TORONTO (miningweekly.com) – Denver-based molybdenum producer Thompson Creek Metals is determined to put its sizeable cash balance to work in acquiring a near-production asset “as soon as possible”, although it may have to wait a bit for asset prices to fall in line with what the company is willing to pay, CEO Kevin Loughrey said on Friday.
Thompson Creek has spent this year evaluating a number of potential targets, while refining its own shopping list for the type of asset that would be a good fit, he said in an interview.
“But all of that ultimately becomes dependent on price,” he added.
“And we have a sense that there are still people out there who haven't awoken to the new reality, which is that prices have moved off their highs.”
Loughrey said his ideal target would be a molybdenum property in North America, which has the potential to be generating revenue within the next couple of years.
Unfortunately, the list of companies or assets that fit the bill is not a long one, so the firm is also looking beyond that, to jurisdictions like South America or Australia, as well as to other metals – copper, which is frequently produced together with molybdenum, is an obvious candidate.
After stingily conserving cash this year, then raising almost $200-million in a bought-deal offering during the third quarter, Thompson Creek ended the period with $478,2-million in cash equivalents and short-term investments, and just $14,3-million in debt.
The company does have internal uses for some of the cash – it is expanding the mill at one of its two mines – and, predictably, receives a lot of hints from analysts and investors that the money could be used for a dividend or share buy-back programme.
But Loughrey is adamant that, together with investment in the company's own assets, the “war chest” will be best spent on an accretive acquisition.
“And I think there are opportunities out there that we will find in the relatively near term,” he said.
He declined to comment on when the company might be ready to unveil a deal.
BOTTOMED OUT?
The price of molybdenum, which is used to strengthen steel, was still trading at around $32/lb into the third quarter of last year, when it fell off sharply, thanks to the severe slowdown in global infrastructure development and general economic activity.
By April this year, prices had fallen as low as $8/lb, before the market started firming, to reach about $18/lb during the northern hemisphere summer.
It dipped again in the third quarter, to the $10/lb level, but has started rising again, nearing $11/lb, and there is “fair reason” to believe that the $10 point will be the bottom for the next little while, Loughrey said.
“I think it is a reasonable expectation that that is going to represent the bottom."
A key change in the molybdenum market this year is that China, which had historically been a net exporter of the metal, imported significant amounts of moly in the first half of the year.
Loughrey said the level of interest from China has fallen off as the year progressed, with sales to the resource-hungry nation representing about only 15% of Thompson Creek's business in the year to date, compared with as much as 25% in the first quarter.
“At $18/lb in the summer the Chinese buying seemed to fade away. So I think much of the activity in China is price related,” he commented.
However, as the price goes up, there are smaller producers in China that bring production on-line, which means the Chinese have the capability to satisfy more of their own market.
This “swing” production seems to come on and off at around the $13/lb or $14/lb price range, he said.
Thompson Creek mines molybdenum from its Thompson Creek mine, in Idaho, and the Endako mine, in British Columbia. It also has a metallurgical facility in Pennsylvania.
The company said on Thursday it expects to produce between 24-million pounds and 26-million pounds this year, while output in 2010 is forecast at between 29-million pound and 32-million pounds.
It also announced this week it will ramp up operations at its Thompson Creek mill, in Idaho, to full capacity from January 2010, in response to the improved outlook for molybdenum market fundamentals.
The mill is currently running at 78% of full capacity, after operations were curtailed earlier this year as a response to sharply lower molybdenum prices.
Thompson Creek shares rose 8,6% on Friday, to C$12,74 apiece by 15:12 in Toronto.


- [Work item]:
Each entry is to be repeated word for word, and the images are to be dropped.

[Dataset extract]

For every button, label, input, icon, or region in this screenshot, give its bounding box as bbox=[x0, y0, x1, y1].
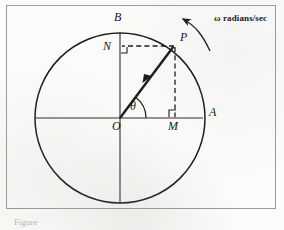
point-label-P: P bbox=[180, 31, 187, 43]
point-label-N: N bbox=[103, 40, 111, 52]
radius-vector-OP bbox=[120, 47, 174, 119]
right-angle-marker-N bbox=[121, 47, 127, 53]
figure-caption: Figure bbox=[14, 217, 38, 227]
angle-label-theta: θ bbox=[130, 99, 136, 114]
point-label-A: A bbox=[209, 106, 216, 118]
angular-velocity-label: ω radians/sec bbox=[214, 13, 267, 23]
point-label-O: O bbox=[112, 120, 121, 132]
circle-diagram bbox=[0, 0, 284, 230]
figure-root: B N P O M A θ ω radians/sec Figure bbox=[0, 0, 284, 230]
point-label-B: B bbox=[114, 11, 121, 23]
point-label-M: M bbox=[168, 120, 178, 132]
theta-arc bbox=[136, 97, 146, 118]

[/Dataset extract]

- [Written response]:
For every button, label, input, icon, or region in this screenshot, give its bounding box as bbox=[x0, y0, x1, y1].
point-label-P: P bbox=[180, 31, 187, 43]
point-label-N: N bbox=[103, 40, 111, 52]
radius-vector-OP bbox=[120, 47, 174, 119]
right-angle-marker-N bbox=[121, 47, 127, 53]
figure-caption: Figure bbox=[14, 217, 38, 227]
angle-label-theta: θ bbox=[130, 99, 136, 114]
point-label-A: A bbox=[209, 106, 216, 118]
angular-velocity-label: ω radians/sec bbox=[214, 13, 267, 23]
point-label-O: O bbox=[112, 120, 121, 132]
circle-diagram bbox=[0, 0, 284, 230]
figure-root: B N P O M A θ ω radians/sec Figure bbox=[0, 0, 284, 230]
point-label-B: B bbox=[114, 11, 121, 23]
point-label-M: M bbox=[168, 120, 178, 132]
theta-arc bbox=[136, 97, 146, 118]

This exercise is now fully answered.